On Wednesday 12 July 2006 18:02, Alan Cox wrote:
...
> Actually measuring time through the network is extremely doable given
> enough samples as is communication through delay perturbation. A good
> viterbi encoder/decoder will fish a signal out of very high noise. Yes
> you pay a lot in data rate at that point but it works.
The data rate is important: it can mean a difference between an attack
that is practical and one that is impractical. Although I suspect the
orders of magnitude in the sampling rate of rdtsc versus network
packet times is more important. Another source of timing information
could be two seccomp threads (scheduled to different cores/SMT
threads) comparing their relative progress. What made the L1 cache
miss side-channel so interesting was its very high bandwidth. Relative
progress timing techniques will yield lower side-channel bandwidth on
many interesting configurations.
> Anyway at the point you pass the bytecode through a processing filter
> you don't need SECCOMP because your filter can remove any syscall
> attempts.
Both int 80 and the rdtsc instructions are only 2 bytes long: they'll
generate too many false positives.

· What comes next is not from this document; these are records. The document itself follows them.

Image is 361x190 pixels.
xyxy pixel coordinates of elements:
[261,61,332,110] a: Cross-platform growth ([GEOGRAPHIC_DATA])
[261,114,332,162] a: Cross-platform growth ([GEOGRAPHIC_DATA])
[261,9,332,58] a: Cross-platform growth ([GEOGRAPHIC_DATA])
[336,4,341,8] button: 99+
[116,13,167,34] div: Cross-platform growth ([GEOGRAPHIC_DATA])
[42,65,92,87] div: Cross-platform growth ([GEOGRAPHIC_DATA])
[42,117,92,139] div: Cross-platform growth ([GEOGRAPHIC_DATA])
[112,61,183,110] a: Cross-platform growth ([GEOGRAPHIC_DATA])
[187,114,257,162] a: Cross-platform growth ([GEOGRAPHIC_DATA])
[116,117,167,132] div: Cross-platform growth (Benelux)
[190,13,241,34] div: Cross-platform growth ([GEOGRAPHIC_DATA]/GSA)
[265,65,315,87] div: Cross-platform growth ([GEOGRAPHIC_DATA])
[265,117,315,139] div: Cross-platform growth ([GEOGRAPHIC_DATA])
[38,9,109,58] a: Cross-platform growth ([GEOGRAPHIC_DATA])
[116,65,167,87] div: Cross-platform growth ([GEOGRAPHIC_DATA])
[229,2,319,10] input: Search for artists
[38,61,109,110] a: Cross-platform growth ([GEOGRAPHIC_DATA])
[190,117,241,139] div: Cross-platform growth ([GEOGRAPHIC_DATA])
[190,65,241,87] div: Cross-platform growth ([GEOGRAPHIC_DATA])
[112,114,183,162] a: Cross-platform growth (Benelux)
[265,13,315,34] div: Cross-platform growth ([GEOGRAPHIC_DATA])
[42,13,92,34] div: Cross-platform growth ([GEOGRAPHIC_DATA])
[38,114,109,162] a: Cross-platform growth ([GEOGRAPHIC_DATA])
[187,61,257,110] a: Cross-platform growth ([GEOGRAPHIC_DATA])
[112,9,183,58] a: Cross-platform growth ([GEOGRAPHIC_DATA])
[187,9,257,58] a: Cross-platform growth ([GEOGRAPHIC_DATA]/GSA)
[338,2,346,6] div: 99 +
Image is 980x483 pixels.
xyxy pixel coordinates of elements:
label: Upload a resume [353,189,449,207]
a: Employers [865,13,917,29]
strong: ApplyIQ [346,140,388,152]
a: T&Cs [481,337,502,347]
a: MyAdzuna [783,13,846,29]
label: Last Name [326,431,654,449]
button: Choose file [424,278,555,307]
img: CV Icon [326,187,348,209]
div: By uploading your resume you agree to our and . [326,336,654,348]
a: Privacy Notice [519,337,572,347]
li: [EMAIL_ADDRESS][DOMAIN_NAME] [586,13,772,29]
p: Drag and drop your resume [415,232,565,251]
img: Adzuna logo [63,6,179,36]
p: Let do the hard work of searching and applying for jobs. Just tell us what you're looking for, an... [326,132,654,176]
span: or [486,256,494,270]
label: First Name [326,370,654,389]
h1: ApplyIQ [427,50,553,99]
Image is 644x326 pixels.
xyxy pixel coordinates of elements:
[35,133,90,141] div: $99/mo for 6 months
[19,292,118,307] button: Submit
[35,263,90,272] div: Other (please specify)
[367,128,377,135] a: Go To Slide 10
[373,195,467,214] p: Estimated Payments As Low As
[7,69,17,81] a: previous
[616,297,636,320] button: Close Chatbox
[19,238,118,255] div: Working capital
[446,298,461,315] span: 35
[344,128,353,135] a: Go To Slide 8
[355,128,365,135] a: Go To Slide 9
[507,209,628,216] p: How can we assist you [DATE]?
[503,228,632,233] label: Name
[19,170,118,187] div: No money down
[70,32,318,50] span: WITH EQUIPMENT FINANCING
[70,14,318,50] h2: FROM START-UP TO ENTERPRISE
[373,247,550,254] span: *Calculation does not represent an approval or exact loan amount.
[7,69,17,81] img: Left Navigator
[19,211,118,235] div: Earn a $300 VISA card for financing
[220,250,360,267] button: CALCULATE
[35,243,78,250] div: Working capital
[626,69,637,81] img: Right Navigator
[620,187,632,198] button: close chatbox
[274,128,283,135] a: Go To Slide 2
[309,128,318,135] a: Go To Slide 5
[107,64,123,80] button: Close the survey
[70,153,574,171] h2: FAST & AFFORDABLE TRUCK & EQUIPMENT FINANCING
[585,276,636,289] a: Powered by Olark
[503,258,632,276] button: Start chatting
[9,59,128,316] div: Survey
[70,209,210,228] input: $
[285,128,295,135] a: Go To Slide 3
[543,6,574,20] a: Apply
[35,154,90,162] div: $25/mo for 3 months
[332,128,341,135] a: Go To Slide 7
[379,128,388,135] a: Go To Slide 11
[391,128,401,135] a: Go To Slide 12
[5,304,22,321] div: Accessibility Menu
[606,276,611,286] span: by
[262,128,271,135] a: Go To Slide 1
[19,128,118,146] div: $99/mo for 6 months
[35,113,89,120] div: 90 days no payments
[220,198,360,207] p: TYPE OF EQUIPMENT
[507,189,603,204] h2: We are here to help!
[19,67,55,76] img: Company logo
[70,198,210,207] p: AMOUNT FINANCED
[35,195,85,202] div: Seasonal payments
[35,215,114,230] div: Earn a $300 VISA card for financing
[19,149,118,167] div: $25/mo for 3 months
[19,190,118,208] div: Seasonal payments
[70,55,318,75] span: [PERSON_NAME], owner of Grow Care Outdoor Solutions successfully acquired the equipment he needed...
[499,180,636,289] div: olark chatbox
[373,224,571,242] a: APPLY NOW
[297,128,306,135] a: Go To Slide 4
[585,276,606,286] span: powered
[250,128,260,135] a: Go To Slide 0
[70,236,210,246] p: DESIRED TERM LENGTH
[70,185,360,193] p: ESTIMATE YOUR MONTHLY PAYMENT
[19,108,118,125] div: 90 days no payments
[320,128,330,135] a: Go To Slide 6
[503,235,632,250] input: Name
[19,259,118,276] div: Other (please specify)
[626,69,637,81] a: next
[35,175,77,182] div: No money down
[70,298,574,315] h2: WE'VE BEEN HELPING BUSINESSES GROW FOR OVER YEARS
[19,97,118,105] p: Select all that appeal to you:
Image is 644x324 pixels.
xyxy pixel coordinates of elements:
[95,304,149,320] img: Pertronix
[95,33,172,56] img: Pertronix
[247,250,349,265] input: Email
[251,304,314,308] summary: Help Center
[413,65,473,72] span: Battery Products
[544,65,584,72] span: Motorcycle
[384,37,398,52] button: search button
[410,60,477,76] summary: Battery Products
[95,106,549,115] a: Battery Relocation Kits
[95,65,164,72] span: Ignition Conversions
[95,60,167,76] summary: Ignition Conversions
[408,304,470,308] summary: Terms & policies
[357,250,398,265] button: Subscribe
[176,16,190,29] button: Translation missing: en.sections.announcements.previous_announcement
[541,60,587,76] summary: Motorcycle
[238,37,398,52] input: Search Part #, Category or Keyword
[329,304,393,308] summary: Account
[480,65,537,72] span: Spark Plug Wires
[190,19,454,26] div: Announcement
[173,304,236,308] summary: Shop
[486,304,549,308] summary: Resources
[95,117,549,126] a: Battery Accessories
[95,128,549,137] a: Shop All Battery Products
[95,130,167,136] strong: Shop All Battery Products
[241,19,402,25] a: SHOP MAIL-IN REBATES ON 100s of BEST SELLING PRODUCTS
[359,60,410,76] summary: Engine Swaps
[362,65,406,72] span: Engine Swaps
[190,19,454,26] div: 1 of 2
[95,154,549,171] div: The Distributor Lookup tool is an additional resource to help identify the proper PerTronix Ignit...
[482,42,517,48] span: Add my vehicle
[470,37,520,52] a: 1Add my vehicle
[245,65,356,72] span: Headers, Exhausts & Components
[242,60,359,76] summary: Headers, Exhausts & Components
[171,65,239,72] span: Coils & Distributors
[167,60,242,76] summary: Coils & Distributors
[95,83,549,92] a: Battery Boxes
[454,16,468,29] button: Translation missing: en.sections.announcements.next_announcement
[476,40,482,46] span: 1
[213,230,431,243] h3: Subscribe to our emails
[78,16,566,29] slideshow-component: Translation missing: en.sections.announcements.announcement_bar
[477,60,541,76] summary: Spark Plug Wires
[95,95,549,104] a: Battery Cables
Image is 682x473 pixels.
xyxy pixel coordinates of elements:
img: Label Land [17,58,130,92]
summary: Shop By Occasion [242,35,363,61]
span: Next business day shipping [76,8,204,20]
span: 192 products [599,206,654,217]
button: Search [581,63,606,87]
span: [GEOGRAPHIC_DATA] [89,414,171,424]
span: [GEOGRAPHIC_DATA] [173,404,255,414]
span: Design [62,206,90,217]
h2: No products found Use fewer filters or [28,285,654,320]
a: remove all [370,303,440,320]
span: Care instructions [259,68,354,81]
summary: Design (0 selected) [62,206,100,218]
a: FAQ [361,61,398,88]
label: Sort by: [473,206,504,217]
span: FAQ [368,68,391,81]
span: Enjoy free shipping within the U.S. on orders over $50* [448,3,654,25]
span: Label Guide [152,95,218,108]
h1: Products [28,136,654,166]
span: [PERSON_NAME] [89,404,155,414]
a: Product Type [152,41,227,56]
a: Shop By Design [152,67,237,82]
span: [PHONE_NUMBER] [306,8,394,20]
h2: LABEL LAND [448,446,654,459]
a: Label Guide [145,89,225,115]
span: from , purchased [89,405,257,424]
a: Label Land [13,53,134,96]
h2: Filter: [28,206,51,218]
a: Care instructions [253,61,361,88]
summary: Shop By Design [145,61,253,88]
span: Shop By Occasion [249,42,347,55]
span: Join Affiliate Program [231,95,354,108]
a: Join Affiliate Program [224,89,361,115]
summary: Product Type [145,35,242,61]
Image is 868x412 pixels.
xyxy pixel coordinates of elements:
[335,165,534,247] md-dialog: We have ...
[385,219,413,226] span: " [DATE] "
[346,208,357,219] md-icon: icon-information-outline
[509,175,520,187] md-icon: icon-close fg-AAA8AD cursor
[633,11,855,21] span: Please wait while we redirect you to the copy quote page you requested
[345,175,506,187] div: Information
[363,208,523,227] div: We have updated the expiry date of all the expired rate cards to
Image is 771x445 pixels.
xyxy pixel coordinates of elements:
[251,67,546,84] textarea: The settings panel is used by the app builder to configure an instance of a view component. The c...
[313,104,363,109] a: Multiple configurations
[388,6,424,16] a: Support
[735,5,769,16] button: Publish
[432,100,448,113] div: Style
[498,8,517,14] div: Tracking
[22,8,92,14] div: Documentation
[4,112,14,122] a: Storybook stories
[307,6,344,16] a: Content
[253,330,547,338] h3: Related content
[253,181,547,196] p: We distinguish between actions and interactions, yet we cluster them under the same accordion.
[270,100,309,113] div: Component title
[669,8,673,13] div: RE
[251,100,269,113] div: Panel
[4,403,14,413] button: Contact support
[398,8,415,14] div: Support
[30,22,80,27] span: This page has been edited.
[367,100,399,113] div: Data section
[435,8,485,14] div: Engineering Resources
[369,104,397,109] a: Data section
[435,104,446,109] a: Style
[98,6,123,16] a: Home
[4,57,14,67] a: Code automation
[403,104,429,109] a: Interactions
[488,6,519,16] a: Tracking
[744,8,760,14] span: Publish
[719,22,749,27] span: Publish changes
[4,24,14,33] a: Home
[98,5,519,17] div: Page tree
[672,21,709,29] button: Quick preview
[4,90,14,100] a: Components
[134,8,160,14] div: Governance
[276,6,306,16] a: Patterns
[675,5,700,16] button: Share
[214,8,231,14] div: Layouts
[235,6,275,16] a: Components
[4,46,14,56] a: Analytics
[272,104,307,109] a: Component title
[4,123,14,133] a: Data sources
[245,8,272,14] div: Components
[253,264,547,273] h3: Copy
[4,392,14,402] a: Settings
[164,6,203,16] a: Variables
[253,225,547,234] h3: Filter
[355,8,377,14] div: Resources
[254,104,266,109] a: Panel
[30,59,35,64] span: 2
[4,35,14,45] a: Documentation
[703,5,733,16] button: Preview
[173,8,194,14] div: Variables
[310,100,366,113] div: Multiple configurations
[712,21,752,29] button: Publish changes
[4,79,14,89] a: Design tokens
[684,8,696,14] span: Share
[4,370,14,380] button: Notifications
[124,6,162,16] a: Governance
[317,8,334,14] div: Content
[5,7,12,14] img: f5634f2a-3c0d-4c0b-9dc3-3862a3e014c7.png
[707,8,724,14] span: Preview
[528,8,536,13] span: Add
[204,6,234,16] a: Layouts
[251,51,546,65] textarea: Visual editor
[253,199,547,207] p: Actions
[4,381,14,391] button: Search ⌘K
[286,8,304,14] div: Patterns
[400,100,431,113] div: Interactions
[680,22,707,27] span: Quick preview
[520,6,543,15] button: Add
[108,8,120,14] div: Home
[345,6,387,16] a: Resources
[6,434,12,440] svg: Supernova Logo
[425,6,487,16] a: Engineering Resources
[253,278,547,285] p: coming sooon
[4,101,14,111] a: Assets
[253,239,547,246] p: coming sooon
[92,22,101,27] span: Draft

It may be practical to filter out
the "f00f" instructions though.
And filtering isn't fail-safe from a security point-of-view: if you
miss a case you lose. For example, can the f00f bug still be triggered
if there are prefixes between the lock prefix and the cmpxchg8b? I
don't know, but if so you'll need to filter for those cases too.
Filtering may be a good idea, but I wouldn't want to rely on it alone.